I’ve got a project at work with the following key development dependencies:
- linux environment (
wsl (ubuntu)orlinux (ubuntu)) uv(for python)dockeransible(viauv)- < 10 other python packages (
ruff,ty, etc)
So I’ve got a shell script (bootstrap.sh) that installs uv and docker on developer machines, then I’ve got some top-level shell-ish script implemented in python called work.py.
Developers call various functions in the script:
uv run work.py deploy somethingis used by CI for deployment (ansibledependency provided by uv)uv run work.py testruns on developer machines and CI (callspytest)uv run work.py format(just shells toruff)
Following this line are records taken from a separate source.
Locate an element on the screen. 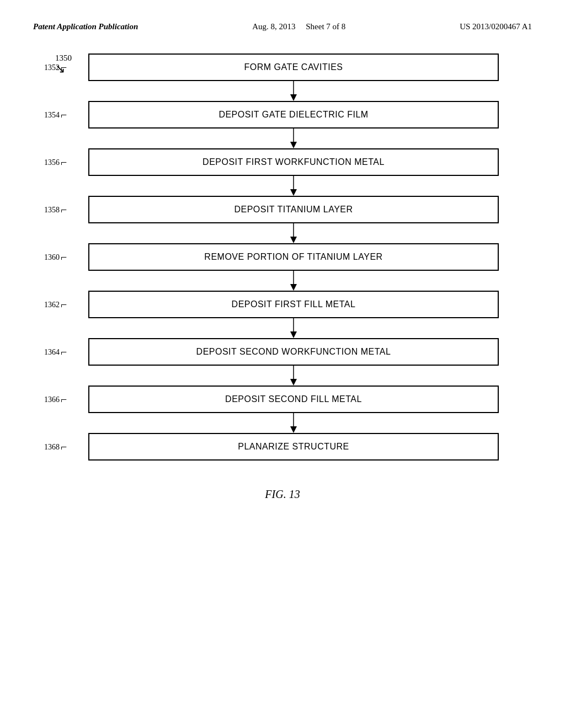 Image resolution: width=565 pixels, height=728 pixels. step-label-1366: 1366 ⌐ is located at coordinates (55, 399). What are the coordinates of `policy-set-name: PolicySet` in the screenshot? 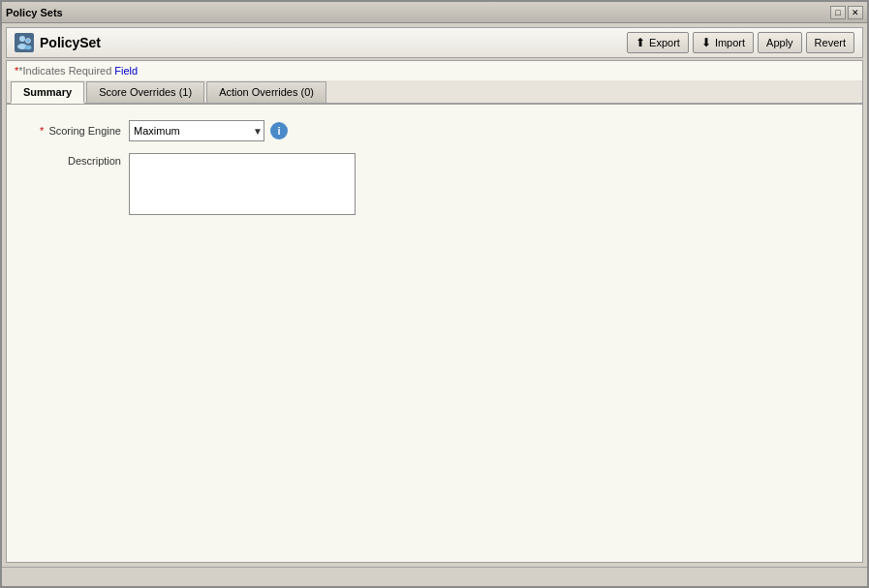 It's located at (70, 43).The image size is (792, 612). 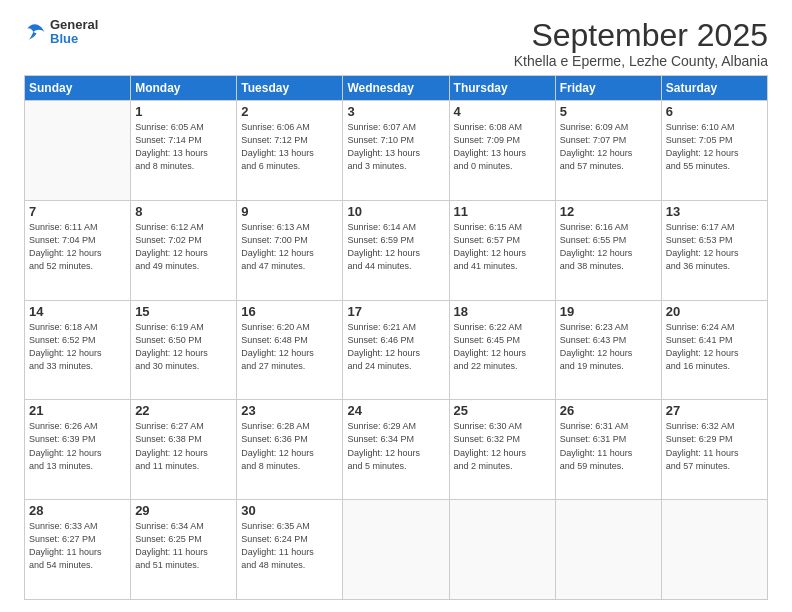 What do you see at coordinates (396, 112) in the screenshot?
I see `day-number: 3` at bounding box center [396, 112].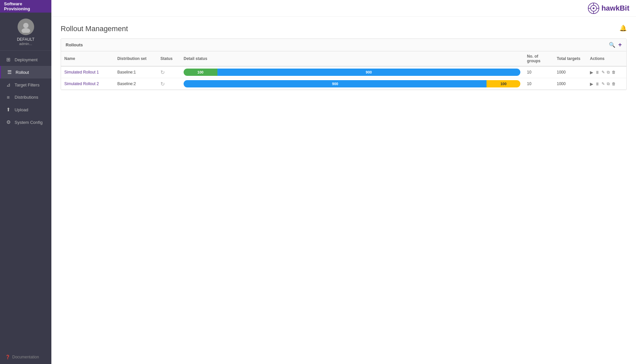  I want to click on sidebar-item-distributions-label: Distributions, so click(27, 97).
The target environments are low-tier linux with docker installed (< 8 GB ram, < 4 CPUs).
In this system, uv is my build system (caching my dependencies), but work.py is not a build system, its just something more readable to me than bash. Its only about 1000 lines and can deploy to 10 different environments, etc.
So right now its a single-language project, everything works and the development experience is quite pleasant. Onboarding new developers is just bootstrap.sh, and uv keeps everything else aligned (except docker version), but we have hit some performance bottlenecks that can really only be solved with a compiled language in some small key areas. My team’s highest proficiency is python, by far, and I’m considering integrating Zig for the truly performance critical subsystems.
Heavy on my mind is the following talk from @matklad https://www.youtube.com/watch?v=jVC4DP-8xLM
The talk tells me to stick to the tools I have:
- uv and docker
but that conflicts with the performance limitations I have extensively fought with python profilers etc. After a while of fighting the profilers, I end of writing some python code that looks horible and is just hard to understand and maintain (batching updates to dictionaries, little caching tricks, reducing function call overhead etc…).
My question is if and how I should integrate Zig?
My first project would wholly replace an existing python microservice with zig, reducing it from a 1 GB docker image to maybe 20 MB and reducing its dependencies to only Zig and a well-maintained c library.
- Use zig as my build system (shelling to system installed
uv,docker)? - keep my existing fairly simple build script, add the zig python package, and write python modules in zig?
- Don’t integrate zig at all, and just buy bigger machines (lots of room here to upgrade the targets)?
Completely off the table is using bazel. Its just too hard to understand and teach to others (even for me who is comfortable using it).